Virgil, Randy, Chad, Fred, and Everyone else
Appreciate the discussion and the comments. Let me first give all of you history on Dream Ranch and what we do. We have a deer breeding facility and 1400 acre hunting preserve in Alabama. We have a 50 acre breeding farm in Pennsylvania. We also own or have interest in deer in Ohio with Steven Schrock, In Oklahoma with James Hail, in Texas with Jordan Smrekar, in Wisconsin with Roger Petroski. So we own deer in a lot of states and all of them have a little different regulations and laws pertaining to importation.
As a Nadefa board member I represent all states and our industry as a whole. I don’t believe in taking gambles to potentially jeopardize the industry in a state. If we gamble and lose, then what, we lose another state that is involved in the industry. Timing is everything in politics and the timing is wrong in Alabama. I have said this once and I will say it again; I would rather open up new states with closed borders or semi-closed borders than not open them at all.
Sure ideally every state would have free trade and allow deer farming in the U.S., and it wouldn’t affect my business at all. But let’s get back to reality here!!! In Texas, Alabama, West Virginia, Michigan you can’t bring whitetail deer into the state. In Indiana you can’t bring deer into the state if you’re from a CWD state. You can’t raise Whitetails or it is very restricted to the point there is no industry in Mississippi, Georgia, Tennessee, North Carolina, South Carolina, Virginia, Massachusetts, Vermont, Rhode Island, Maine, Nebraska, South Dakota, Montana, Wyoming, Colorado, New Mexico, Arizona, California, Nevada, Washington, Hawaii, Alaska, Oregon.
My goal is to open new states to deer farming. There is strength in numbers, and we need to expand the industry into new states, no matter if the borders are open or not. Ideally it would help the new state to get the genetics advantage of being able to bring deer in, however if the state says no to open borders, then lets open up the deer industry with closed borders or partially closed borders. The indirect economic impact is huge, and that is what we need to push, it will create jobs. If the borders are open great, if not that is fine also, then they can buy semen, and fence, out of state guys can buy deer and keep them on your farm and we have now have a new state in the industry to help us fight the antis (Peta and Humane Society).
The history on Alabama is it’s never been legal to bring whitetails into the state. Alabama has always had closed borders along with its neighboring states. When CWD came out, they put a moratorium on deer breeders in our state, basically eliminating the deer industry. A group of us put together legislation to get the moratorium lifted and now we are working to continue to improve our industry in the state. We are 15-20 yrs behind the rest of the states on regs and laws. However we are continuing to work on the laws and regs in our state.
As far as me making money off the borders being shut, that is just not true, and has no logic. I sell deer for more money in other states than I do in Alabama, which is a fact. I could buy shooters at a lot more reasonable price for our hunting preserve. (right now I pay 70% ). So that argument is bogus.
But I will not do is jeopardize the whole industry and everything we have worked hard for just to try and open the borders at the wrong time. There are a lot of farmers, ranches, and good people that have a lot of money invested for me to gamble with legislation that could put the entire state out of business, and that is foolish. I will not do it, and if that offends you, then vote for someone else. I am for the deer industry in every state: you just have to decide if you’re for the whole industry or just the fortunate people from states with more fortunate regulations and laws.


# [WORK ITEM]
Copy the lines below that contain "self".
BEGIN PROVIDED DATA
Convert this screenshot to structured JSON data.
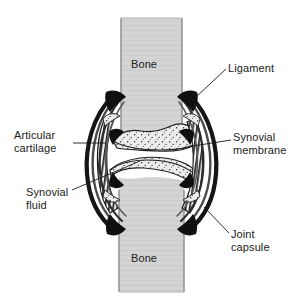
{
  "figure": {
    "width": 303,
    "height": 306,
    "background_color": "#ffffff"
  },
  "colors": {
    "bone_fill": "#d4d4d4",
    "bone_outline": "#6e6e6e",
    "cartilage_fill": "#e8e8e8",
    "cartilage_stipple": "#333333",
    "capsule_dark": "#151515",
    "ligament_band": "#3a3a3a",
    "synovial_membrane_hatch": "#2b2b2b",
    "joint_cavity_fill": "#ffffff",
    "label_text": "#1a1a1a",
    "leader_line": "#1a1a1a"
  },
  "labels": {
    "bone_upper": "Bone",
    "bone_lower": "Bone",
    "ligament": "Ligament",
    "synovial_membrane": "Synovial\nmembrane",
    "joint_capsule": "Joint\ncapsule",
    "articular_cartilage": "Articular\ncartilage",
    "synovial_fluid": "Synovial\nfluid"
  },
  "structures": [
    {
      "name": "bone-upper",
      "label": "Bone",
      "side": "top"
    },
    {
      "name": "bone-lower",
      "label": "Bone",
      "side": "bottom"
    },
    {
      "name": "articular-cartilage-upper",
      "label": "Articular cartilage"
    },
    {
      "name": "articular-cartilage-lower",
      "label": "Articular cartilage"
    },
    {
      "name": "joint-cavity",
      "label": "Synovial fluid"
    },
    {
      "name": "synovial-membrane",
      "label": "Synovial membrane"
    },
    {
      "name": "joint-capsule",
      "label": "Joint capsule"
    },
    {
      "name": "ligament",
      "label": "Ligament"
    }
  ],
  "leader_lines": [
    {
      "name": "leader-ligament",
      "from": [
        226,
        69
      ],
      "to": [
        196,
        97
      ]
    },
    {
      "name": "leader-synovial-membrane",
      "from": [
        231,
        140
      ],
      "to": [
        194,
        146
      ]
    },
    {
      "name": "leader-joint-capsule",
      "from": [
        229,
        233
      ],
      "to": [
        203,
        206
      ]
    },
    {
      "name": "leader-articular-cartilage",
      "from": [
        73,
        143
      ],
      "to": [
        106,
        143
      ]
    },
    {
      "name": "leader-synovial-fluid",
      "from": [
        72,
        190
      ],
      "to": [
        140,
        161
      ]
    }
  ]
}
END PROVIDED DATA
BEGIN PROVIDED DATA
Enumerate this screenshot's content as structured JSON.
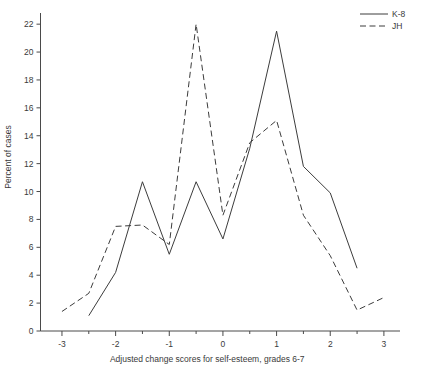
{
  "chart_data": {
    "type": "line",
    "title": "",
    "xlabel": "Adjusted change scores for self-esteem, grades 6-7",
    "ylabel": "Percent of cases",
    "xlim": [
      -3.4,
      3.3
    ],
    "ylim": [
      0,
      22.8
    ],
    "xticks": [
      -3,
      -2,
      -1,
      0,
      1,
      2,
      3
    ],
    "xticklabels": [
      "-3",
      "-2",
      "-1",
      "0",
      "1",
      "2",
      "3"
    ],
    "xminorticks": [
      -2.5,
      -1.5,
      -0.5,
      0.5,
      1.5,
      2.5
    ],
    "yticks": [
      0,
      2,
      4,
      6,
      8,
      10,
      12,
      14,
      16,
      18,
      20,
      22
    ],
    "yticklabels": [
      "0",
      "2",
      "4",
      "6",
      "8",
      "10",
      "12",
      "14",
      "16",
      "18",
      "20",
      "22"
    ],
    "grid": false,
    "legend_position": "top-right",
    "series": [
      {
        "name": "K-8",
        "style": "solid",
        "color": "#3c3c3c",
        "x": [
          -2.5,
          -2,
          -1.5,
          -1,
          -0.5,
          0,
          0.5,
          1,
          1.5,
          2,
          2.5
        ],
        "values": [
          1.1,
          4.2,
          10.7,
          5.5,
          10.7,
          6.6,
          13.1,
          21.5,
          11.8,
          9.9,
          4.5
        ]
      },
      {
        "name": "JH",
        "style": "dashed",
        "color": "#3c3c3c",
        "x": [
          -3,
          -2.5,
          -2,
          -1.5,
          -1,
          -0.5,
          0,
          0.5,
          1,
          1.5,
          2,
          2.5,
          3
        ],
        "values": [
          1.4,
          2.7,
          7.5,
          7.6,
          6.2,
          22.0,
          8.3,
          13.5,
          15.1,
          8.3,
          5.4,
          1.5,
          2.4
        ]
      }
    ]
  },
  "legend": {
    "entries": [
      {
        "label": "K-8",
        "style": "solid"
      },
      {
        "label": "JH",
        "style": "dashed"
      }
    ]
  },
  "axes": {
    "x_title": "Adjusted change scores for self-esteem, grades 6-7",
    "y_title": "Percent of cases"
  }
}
END PROVIDED DATA
BEGIN PROVIDED DATA
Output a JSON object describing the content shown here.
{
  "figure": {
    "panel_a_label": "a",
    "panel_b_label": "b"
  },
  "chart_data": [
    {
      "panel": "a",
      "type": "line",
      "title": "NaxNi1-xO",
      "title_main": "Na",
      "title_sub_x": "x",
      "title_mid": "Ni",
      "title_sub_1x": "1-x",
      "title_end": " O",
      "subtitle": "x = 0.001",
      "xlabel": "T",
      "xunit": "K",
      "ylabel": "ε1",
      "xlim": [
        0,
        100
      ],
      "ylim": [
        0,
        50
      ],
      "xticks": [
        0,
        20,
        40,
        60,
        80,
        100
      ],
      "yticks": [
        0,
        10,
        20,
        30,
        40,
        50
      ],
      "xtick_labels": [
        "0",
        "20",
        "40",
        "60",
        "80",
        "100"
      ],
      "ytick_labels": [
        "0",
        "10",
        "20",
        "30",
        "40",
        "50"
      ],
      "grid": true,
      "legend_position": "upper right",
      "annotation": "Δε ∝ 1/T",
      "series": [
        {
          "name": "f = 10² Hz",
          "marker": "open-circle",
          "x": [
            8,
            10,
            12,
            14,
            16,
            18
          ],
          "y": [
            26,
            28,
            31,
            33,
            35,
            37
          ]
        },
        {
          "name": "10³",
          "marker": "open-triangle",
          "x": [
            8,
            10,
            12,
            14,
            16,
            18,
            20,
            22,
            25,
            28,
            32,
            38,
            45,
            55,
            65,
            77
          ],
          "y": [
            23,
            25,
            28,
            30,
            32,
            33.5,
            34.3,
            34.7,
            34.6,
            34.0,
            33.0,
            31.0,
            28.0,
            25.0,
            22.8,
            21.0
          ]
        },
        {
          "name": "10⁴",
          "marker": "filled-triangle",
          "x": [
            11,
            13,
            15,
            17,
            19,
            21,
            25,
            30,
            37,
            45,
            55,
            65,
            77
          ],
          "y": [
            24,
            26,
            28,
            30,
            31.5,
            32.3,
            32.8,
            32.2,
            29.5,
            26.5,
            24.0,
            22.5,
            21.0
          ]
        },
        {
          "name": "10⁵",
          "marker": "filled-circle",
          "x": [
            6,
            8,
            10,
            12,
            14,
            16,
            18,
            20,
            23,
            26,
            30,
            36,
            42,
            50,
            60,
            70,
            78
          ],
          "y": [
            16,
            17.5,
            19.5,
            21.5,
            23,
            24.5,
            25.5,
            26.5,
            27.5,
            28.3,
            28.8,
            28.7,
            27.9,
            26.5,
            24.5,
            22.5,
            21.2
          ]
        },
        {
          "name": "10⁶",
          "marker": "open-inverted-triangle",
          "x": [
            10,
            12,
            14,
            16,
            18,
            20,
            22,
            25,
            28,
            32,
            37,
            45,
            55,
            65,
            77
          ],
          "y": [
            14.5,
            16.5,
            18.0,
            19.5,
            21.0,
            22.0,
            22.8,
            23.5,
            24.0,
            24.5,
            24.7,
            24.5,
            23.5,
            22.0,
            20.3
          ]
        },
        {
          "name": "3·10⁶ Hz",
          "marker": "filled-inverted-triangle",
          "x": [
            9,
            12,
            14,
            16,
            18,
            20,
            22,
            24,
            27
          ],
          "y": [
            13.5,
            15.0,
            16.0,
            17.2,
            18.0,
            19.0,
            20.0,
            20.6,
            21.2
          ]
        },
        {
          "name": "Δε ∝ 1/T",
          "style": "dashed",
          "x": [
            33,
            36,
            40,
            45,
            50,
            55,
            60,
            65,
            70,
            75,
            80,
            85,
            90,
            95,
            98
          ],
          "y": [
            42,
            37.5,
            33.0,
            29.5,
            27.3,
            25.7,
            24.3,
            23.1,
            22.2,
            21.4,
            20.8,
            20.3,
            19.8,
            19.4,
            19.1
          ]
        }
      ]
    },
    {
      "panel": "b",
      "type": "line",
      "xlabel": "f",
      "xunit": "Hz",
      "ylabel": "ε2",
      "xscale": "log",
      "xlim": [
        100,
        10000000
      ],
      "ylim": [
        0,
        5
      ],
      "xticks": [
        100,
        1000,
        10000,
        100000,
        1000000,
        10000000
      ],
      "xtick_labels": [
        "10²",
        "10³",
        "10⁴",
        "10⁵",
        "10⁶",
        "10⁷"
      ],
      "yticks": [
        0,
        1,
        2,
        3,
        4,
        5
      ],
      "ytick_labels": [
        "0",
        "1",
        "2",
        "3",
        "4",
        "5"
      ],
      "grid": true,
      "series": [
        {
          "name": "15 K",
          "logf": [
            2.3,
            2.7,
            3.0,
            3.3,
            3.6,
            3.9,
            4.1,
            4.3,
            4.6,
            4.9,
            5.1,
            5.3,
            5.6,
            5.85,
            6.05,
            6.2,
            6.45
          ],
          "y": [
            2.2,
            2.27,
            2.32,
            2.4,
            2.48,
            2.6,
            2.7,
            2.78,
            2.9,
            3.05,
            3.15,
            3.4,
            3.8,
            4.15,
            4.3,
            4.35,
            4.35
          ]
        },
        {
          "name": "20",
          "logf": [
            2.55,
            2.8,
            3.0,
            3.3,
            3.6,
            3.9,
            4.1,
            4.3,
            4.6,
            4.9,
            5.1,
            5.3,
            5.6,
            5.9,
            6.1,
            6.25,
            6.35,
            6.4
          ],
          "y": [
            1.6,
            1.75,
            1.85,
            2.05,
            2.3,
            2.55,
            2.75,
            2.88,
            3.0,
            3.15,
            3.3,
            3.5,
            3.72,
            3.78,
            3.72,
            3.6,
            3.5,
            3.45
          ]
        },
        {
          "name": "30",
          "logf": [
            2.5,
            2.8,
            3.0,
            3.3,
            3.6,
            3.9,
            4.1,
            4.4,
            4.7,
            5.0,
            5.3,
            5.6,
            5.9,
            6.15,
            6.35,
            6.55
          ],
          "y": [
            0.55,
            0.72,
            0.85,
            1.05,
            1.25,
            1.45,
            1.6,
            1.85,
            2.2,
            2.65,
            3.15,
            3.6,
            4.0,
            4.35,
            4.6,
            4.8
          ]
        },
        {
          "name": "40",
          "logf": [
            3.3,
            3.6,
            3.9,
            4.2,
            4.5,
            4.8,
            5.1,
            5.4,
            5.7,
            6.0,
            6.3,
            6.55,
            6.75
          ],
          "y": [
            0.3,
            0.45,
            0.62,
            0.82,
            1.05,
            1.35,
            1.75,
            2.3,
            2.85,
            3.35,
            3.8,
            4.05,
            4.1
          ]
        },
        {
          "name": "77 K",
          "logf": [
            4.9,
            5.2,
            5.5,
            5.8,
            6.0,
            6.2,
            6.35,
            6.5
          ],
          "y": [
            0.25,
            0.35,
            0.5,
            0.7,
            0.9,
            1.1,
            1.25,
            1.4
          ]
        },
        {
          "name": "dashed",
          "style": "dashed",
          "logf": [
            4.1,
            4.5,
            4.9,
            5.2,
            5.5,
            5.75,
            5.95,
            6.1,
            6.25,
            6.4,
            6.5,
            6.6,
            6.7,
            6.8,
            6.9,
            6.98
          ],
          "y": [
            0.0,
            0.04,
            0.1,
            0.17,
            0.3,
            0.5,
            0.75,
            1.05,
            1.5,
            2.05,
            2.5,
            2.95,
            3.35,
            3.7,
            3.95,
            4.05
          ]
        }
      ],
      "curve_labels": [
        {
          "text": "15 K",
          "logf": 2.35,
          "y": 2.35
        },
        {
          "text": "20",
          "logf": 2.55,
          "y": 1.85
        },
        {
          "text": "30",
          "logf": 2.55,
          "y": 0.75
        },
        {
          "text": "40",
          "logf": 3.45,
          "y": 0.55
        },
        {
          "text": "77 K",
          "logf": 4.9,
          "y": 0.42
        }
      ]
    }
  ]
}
END PROVIDED DATA
# [EXERCISE RESPONSE]
    "xlabel": "Adjusted change scores for self-esteem, grades 6-7",
    "x_title": "Adjusted change scores for self-esteem, grades 6-7",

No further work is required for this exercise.